How does streaming cost that much? Did those retards not check multiple options and compare prices?
First, he's using Google. Cloud services like AWS, Google, and others are insanely, prohibitively expensive except to truly profitable enterprises.
Second, he is paying them for video processing. GPU processing is very, very expensive because GPU datacenters are currently being rented by ML projects in Academia, Government, and Big Tech itself. He's just trying to render retards sleeping at 1080/720/480p for web and mobile viewing, but he's bidding against the most powerful entities in the world for the processing to do so.
Third, bandwidth is expensive and videos use a lot of bandwidth. Metokur's biggest stream had 25,000 concurrent viewers. I've broken down the math elsewhere, but here you go:
- 1080p30fps is about 8Mbps (mebibit).
- Multiple 8 by 25 000 and divide by 1024 and you get 195Gbps
- That's is two 100Gbps (gibibit) lines.
- Bandwidth comes in two flavors: Dedicated (flat) and usage-based (CDR).
- A 10Gbps dedicated line at my locations is usually about $750/mo. So multiply that by 20 and you get $15,000 a month for bandwidth - but in reality I think you get $8~$10 000 for being a big customer buying in bulk.
Not factored in is hardware. You'll need a server with a 2x100Gbps network card, such as
this for $1300. If you're doing your video processing yourself, you'll need the software to manage it and graphics cards in the dedicated server. Then you'll also need a place to put it that isn't going to kick you off. You'll also probably need a router capable of processing 200Gbps and the billions of packets per second going through such a network, and that is a very big price in and of itself.
This is why streaming startup competitors to YouTube always fail. YouTube has Google money to keep it solvent no matter what and what they offer
for free is unbeatable by a DIY setup without serious investment capital.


■ **What the task asks**
Could you return each line below without altering a word?

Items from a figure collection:
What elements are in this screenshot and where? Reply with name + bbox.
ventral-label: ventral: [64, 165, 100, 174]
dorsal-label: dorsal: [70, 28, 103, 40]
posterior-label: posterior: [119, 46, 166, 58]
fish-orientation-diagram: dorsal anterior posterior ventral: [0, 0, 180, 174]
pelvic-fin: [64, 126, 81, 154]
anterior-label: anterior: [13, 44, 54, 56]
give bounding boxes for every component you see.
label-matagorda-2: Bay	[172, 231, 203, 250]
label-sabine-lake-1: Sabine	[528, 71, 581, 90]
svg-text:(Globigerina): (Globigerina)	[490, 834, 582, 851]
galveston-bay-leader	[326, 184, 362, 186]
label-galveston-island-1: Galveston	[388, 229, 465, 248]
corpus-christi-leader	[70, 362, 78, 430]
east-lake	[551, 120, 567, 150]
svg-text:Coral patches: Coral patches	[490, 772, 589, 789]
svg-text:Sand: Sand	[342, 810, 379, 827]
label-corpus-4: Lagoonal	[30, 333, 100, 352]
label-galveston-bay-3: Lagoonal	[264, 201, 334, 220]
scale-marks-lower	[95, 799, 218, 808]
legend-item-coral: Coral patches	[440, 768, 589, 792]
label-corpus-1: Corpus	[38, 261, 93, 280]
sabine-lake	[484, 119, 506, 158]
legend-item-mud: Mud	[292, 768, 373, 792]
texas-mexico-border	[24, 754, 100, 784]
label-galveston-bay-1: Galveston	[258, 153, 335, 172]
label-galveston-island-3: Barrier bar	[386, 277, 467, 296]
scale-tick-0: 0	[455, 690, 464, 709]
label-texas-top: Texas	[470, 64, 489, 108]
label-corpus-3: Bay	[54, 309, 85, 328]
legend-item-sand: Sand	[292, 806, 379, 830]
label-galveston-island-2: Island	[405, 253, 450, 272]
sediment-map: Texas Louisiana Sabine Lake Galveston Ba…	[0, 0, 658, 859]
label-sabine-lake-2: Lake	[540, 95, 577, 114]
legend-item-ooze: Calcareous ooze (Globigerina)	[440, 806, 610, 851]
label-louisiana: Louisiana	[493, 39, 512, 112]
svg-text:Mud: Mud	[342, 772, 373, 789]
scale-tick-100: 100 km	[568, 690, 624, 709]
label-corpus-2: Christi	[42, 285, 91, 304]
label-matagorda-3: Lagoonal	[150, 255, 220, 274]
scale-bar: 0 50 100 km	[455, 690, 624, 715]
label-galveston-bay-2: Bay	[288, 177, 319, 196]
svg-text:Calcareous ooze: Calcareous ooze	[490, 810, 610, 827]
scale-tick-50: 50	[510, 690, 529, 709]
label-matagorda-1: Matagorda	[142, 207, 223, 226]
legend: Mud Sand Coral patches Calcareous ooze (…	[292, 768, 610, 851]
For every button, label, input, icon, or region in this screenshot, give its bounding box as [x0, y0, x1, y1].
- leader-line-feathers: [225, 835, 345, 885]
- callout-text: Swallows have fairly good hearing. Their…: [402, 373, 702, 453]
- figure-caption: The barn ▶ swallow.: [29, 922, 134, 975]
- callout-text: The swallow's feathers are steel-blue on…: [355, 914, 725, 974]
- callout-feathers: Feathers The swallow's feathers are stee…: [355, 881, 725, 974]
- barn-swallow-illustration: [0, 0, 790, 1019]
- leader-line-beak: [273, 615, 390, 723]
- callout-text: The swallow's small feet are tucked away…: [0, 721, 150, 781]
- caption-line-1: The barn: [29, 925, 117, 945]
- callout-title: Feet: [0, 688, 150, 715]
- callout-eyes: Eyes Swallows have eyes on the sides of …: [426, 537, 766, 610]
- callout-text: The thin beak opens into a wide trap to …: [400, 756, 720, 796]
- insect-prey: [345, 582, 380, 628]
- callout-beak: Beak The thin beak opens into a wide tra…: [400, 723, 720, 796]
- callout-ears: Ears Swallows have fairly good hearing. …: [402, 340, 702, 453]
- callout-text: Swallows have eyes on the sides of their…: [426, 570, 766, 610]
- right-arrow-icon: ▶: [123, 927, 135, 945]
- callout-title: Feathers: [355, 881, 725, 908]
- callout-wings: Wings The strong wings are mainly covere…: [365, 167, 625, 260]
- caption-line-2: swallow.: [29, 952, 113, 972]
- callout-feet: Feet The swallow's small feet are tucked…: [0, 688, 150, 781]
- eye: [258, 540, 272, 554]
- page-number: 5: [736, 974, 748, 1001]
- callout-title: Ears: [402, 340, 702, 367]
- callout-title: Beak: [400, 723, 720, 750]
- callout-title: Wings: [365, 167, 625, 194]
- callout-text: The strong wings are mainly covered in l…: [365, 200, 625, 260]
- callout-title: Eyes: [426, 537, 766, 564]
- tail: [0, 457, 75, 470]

■ **Output**
What elements are in this screenshot and where? Reply with name + bbox.
ventral-label: ventral: [64, 165, 100, 174]
dorsal-label: dorsal: [70, 28, 103, 40]
posterior-label: posterior: [119, 46, 166, 58]
fish-orientation-diagram: dorsal anterior posterior ventral: [0, 0, 180, 174]
pelvic-fin: [64, 126, 81, 154]
anterior-label: anterior: [13, 44, 54, 56]
give bounding boxes for every component you see.
label-matagorda-2: Bay	[172, 231, 203, 250]
label-sabine-lake-1: Sabine	[528, 71, 581, 90]
svg-text:(Globigerina): (Globigerina)	[490, 834, 582, 851]
galveston-bay-leader	[326, 184, 362, 186]
label-galveston-island-1: Galveston	[388, 229, 465, 248]
corpus-christi-leader	[70, 362, 78, 430]
east-lake	[551, 120, 567, 150]
svg-text:Coral patches: Coral patches	[490, 772, 589, 789]
svg-text:Sand: Sand	[342, 810, 379, 827]
label-corpus-4: Lagoonal	[30, 333, 100, 352]
label-galveston-bay-3: Lagoonal	[264, 201, 334, 220]
scale-marks-lower	[95, 799, 218, 808]
legend-item-coral: Coral patches	[440, 768, 589, 792]
label-corpus-1: Corpus	[38, 261, 93, 280]
sabine-lake	[484, 119, 506, 158]
legend-item-mud: Mud	[292, 768, 373, 792]
texas-mexico-border	[24, 754, 100, 784]
label-galveston-bay-1: Galveston	[258, 153, 335, 172]
label-galveston-island-3: Barrier bar	[386, 277, 467, 296]
scale-tick-0: 0	[455, 690, 464, 709]
label-texas-top: Texas	[470, 64, 489, 108]
label-corpus-3: Bay	[54, 309, 85, 328]
legend-item-sand: Sand	[292, 806, 379, 830]
label-galveston-island-2: Island	[405, 253, 450, 272]
sediment-map: Texas Louisiana Sabine Lake Galveston Ba…	[0, 0, 658, 859]
label-sabine-lake-2: Lake	[540, 95, 577, 114]
legend-item-ooze: Calcareous ooze (Globigerina)	[440, 806, 610, 851]
label-louisiana: Louisiana	[493, 39, 512, 112]
svg-text:Mud: Mud	[342, 772, 373, 789]
scale-tick-100: 100 km	[568, 690, 624, 709]
label-corpus-2: Christi	[42, 285, 91, 304]
label-matagorda-3: Lagoonal	[150, 255, 220, 274]
scale-bar: 0 50 100 km	[455, 690, 624, 715]
label-galveston-bay-2: Bay	[288, 177, 319, 196]
svg-text:Calcareous ooze: Calcareous ooze	[490, 810, 610, 827]
scale-tick-50: 50	[510, 690, 529, 709]
label-matagorda-1: Matagorda	[142, 207, 223, 226]
legend: Mud Sand Coral patches Calcareous ooze (…	[292, 768, 610, 851]
For every button, label, input, icon, or region in this screenshot, give its bounding box as [x0, y0, x1, y1].
- leader-line-feathers: [225, 835, 345, 885]
- callout-text: Swallows have fairly good hearing. Their…: [402, 373, 702, 453]
- figure-caption: The barn ▶ swallow.: [29, 922, 134, 975]
- callout-text: The swallow's feathers are steel-blue on…: [355, 914, 725, 974]
- callout-feathers: Feathers The swallow's feathers are stee…: [355, 881, 725, 974]
- barn-swallow-illustration: [0, 0, 790, 1019]
- leader-line-beak: [273, 615, 390, 723]
- callout-text: The swallow's small feet are tucked away…: [0, 721, 150, 781]
- caption-line-1: The barn: [29, 925, 117, 945]
- callout-title: Feet: [0, 688, 150, 715]
- callout-eyes: Eyes Swallows have eyes on the sides of …: [426, 537, 766, 610]
- callout-text: The thin beak opens into a wide trap to …: [400, 756, 720, 796]
- insect-prey: [345, 582, 380, 628]
- callout-beak: Beak The thin beak opens into a wide tra…: [400, 723, 720, 796]
- callout-ears: Ears Swallows have fairly good hearing. …: [402, 340, 702, 453]
- callout-text: Swallows have eyes on the sides of their…: [426, 570, 766, 610]
- right-arrow-icon: ▶: [123, 927, 135, 945]
- callout-title: Feathers: [355, 881, 725, 908]
- callout-wings: Wings The strong wings are mainly covere…: [365, 167, 625, 260]
- caption-line-2: swallow.: [29, 952, 113, 972]
- callout-feet: Feet The swallow's small feet are tucked…: [0, 688, 150, 781]
- eye: [258, 540, 272, 554]
- page-number: 5: [736, 974, 748, 1001]
- callout-title: Ears: [402, 340, 702, 367]
- callout-title: Beak: [400, 723, 720, 750]
- callout-title: Wings: [365, 167, 625, 194]
- callout-text: The strong wings are mainly covered in l…: [365, 200, 625, 260]
- callout-title: Eyes: [426, 537, 766, 564]
- tail: [0, 457, 75, 470]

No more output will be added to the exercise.